Wed, July 17, 2:00 to 3:30pm, TBA

Abstract

NGOs’ influence strategies are of long-standing interest to scholars in political science and international relations (e.g., Baumgartner et al., 2009; Dellmuth and Tallberg, 2017; Kollman, 1998). Existing studies show that two broad sets of strategies, often termed inside and outside strategies, offer competing paths to policy change (Binderkrantz, 2008; Dür and Mateo, 2013; Tallberg et al., 2018). Research on environmental advocacy has focused on NGO advocacy strategies in the national or international environmental arena, such as high-level climate negotiations or environmental policy adoption by transnational institutions (Rietig 2011; Fox and Brown 1998). A few studies have examined environmental advocacy in authoritarian contexts, where states might operate according to different incentive structures, and effective advocacy may take different forms (Li et al. 2017; Farid 2019). However, no studies thus far, to our knowledge, have examined NGOs’ advocacy strategies targeting an authoritarian regulatory regime’s global activities.

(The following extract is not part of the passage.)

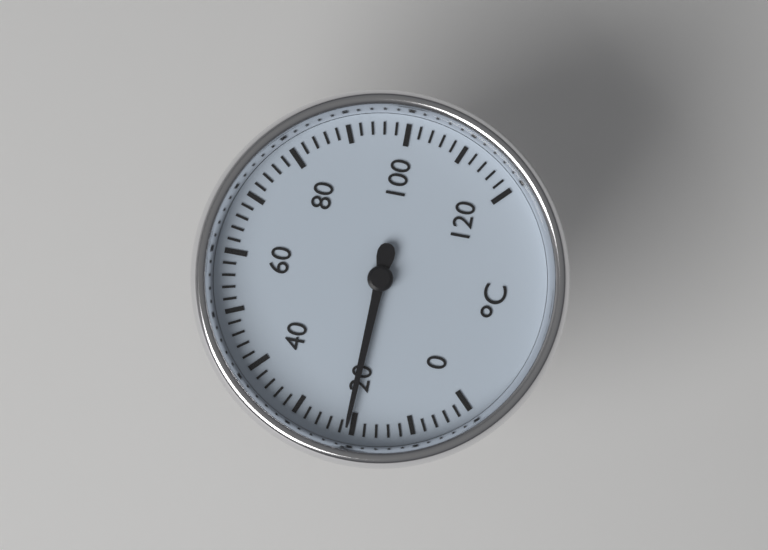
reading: 21 °C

In this study, we examine NGOs’ efforts to promote environmental governance within China’s Belt and Road Initiative (BRI), a largely state-directed project by an authoritarian party-state. Environmental advocacy takes place at BRI project sites in host countries of Chinese investment, in the global North, and within China itself. To unpack factors associated with NGOs’ environmental advocacy, we conducted seventy-six in-depth interviews with diverse actors in China’s BRI, including INGO executives (56), Chinese NGOs (11), host country NGOs (1), consulting companies (2), Chinese government officials (1), and scholars (5) in 2019-2023.

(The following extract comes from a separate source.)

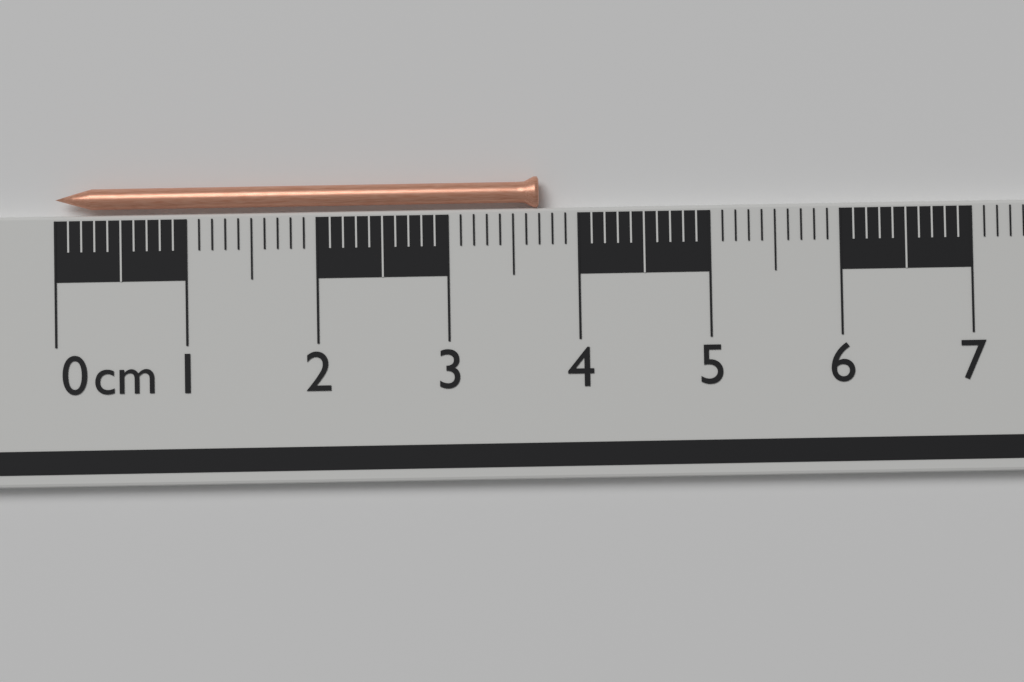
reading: 3.7 cm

Drawing on environmental advocacy, social movement, and interest group literature, we examine how domestic and global political opportunity structures and organizational factors, such as regulations, NGO forms, norms, and reputation, combine to affect NGOs’ use of insider and outsider advocacy strategies. A fuzzy-set qualitative comparative analysis (fsQCA) is used to analyze 42 NGOs’ efforts to greening global China. Our findings reveal that several combinations of causally relevant factors lead to NGOs’ varying use of advocacy strategies. Our study highlights how civil society actors navigate the complex political and organizational environment as they seek to shape responsible environmental behavior of an increasingly globalized China.

References

Selected References
Baumgartner, F. R., Berry, J. M., Hojnacki, M., Leech, B. L., & Kimball, D. C. (2009). Lobbying and policy change: Who wins, who loses, and why. University of Chicago Press.
Betsill, M. M., & Corell, E. (2008). Introduction to NGO diplomacy. In NGO diplomacy: The influence of nongovernmental organizations in international environmental negotiations, 1-19.
Binderkrantz, A. (2005). Interest group strategies: Navigating between privileged access and strategies of pressure. Political studies, 53(4), 694-715.
Dellmuth, L. M., & Tallberg, J. (2017). Advocacy strategies in global governance: Inside versus outside lobbying. Political Studies, 65(3), 705-723.
Dür, A., & Mateo, G. (2013). Gaining access or going public? Interest group strategies in five European countries. European Journal of Political Research, 52(5), 660-686.
Farid, M. (2019). Advocacy in action: China’s grassroots NGOs as catalysts for policy innovation. Studies in Comparative International Development, 54(4), 528-549.
Hadden, J. (2015). Networks in contention. Cambridge University Press.
Li, H., Lo, C. W. H., & Tang, S. Y. (2017). Nonprofit policy advocacy under authoritarianism. Public Administration Review, 77(1), 103-117.